The woman sang, but I tuned her out, more interested in our conversation. I’d been ready to tell Loretta the traits I’d suddenly found attractive when the phone in my pocket buzzed. I answered quickly. “Roxie? Is everything okay?”

It was a Friday night and Roxie clocked out at 5 p.m. unless the world was ending. She said it was the only way to stay sane when you worked for the Kensington family. She had a point.

“I’m just leaving work now, but I wanted to let you know that you have seventeen messages from Mr. Pitero.” Ugh. The mob never slept.

“Did you tell him I’m out for the weekend?” I gave her simple instructions. Roxie was a competent assistant who should have been able to follow them.

“Yes, I did. But men are arrogant, pigheaded, and don’t listen,” she repeated making me consider that she was talking about more than the just the member of the mob.

“We’ll he’ll have to wait until I return to the city and even then, we’re not going to work with his company.” I used the term company lightly. It was common knowledge that Mr. Pitero held a position high in the New York mob. No way did I plan to allow the Kensington family to get into a contract with the crime family.

People may have thought the mob no longer existed, but they’d only gotten smarter. They now had corporations, big and small, to help them move money. They used legitimate fronts to become respected members of society. But pull back that first layer and the truth was revealed.

“He said he would cut you a deal on the cost of labor.”

We hadn’t even finalized the contract for buying the new building and already Cyrus and Corbin Kensington were getting bids on the renovations. They had a mess on their hands.

More of Loretta’s ketchup slid off her burger and plopped onto the plate, making a mess. “I’ll handle it when I get back, Roxie.”

Fucking A.

I hung up the call before she continued and set it on the table upside down.

“I hope you pay her a lot,” Loretta said, wiping her mouth after a huge bite of her burger.

“Of course I do, but why?” Working for the Kensington family and my office was a position of respect in the city. We only hired the best.

“Because you’re a real asshole sometimes,” she said and then took another ridiculously large bite.

I lifted my knife from the table and cut mine in half. “You throw around hundreds of insults for a woman with blue hair and piercings,” I shot back.

It wasn’t in my foray to insult a woman, but Loretta just pulled them out of me.

Rather than get offended, she laughed and used her napkin to cover up her mouth, which was still full of food.

“I like you,” she said before regaining her composure.

The woman was absolutely crazy.

“You enjoy the fact that I insulted you?” Maybe she was one of those people who wanted an abusive boyfriend.

She shook her head. “No, I like how you keep proving me right about the asshole thing.”

Maybe she’d been dropped on her head as a child.

My phone vibrated against the table and Loretta’s eyebrow popped up as she waited for me to answer and tell Roxie off again. She wanted more ammunition for her asshole claim. Except Roxie’s number wasn’t highlighted.
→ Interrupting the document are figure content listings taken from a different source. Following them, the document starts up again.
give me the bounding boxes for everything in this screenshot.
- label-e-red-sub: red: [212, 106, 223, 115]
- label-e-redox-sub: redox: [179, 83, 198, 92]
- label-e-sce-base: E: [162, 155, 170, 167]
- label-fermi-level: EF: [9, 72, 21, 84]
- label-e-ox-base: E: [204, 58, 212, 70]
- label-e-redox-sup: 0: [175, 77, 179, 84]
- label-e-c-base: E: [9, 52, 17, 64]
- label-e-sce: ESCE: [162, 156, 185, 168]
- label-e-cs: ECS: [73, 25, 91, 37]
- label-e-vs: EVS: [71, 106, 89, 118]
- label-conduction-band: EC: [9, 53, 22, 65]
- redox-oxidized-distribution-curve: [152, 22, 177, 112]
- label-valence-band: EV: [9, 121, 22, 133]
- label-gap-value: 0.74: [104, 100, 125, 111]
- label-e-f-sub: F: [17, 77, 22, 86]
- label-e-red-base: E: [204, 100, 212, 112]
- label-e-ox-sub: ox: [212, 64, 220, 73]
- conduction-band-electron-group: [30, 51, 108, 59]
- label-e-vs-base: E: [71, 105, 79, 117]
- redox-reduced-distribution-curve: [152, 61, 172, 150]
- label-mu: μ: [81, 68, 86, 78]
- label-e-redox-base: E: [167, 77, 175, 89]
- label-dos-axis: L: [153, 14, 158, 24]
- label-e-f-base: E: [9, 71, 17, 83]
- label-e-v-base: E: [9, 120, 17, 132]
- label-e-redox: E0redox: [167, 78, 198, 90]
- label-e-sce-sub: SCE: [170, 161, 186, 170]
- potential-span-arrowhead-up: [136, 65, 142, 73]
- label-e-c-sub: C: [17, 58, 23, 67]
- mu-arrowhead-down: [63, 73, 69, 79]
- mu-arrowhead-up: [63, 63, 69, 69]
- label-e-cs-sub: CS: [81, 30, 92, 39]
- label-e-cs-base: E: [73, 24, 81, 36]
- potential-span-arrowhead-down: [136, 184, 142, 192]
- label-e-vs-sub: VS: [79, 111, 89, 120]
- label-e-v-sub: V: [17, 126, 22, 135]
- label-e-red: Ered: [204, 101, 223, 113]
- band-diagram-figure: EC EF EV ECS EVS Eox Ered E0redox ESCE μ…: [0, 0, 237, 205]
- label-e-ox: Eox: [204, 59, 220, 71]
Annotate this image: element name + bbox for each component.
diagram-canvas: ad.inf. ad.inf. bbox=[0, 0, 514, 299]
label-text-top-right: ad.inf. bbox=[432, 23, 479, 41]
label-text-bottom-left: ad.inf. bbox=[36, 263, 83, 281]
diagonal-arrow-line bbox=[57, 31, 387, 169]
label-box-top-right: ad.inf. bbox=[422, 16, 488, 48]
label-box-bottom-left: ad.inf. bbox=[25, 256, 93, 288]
Pitero’s name flash across the screen. Thankfully, I’d programmed in his number after he contacted Roxie the first time. I never liked to be surprised when someone called. Except that didn’t answer how he found my personal number in the first place?

I turned the phone off, completely irritated with the interruptions of our evening, and went back to my burger. Loretta finished half of hers and by the time I reached a quarter left, she’d been drumming her fingers on the table for five minutes. Chewing wasn’t high on her priority list.

“What is your problem?” I asked, finally letting the irritation get the better of me.

She jerked her head up and furrowed her brow. “How can you eat so slow? We got things to do.”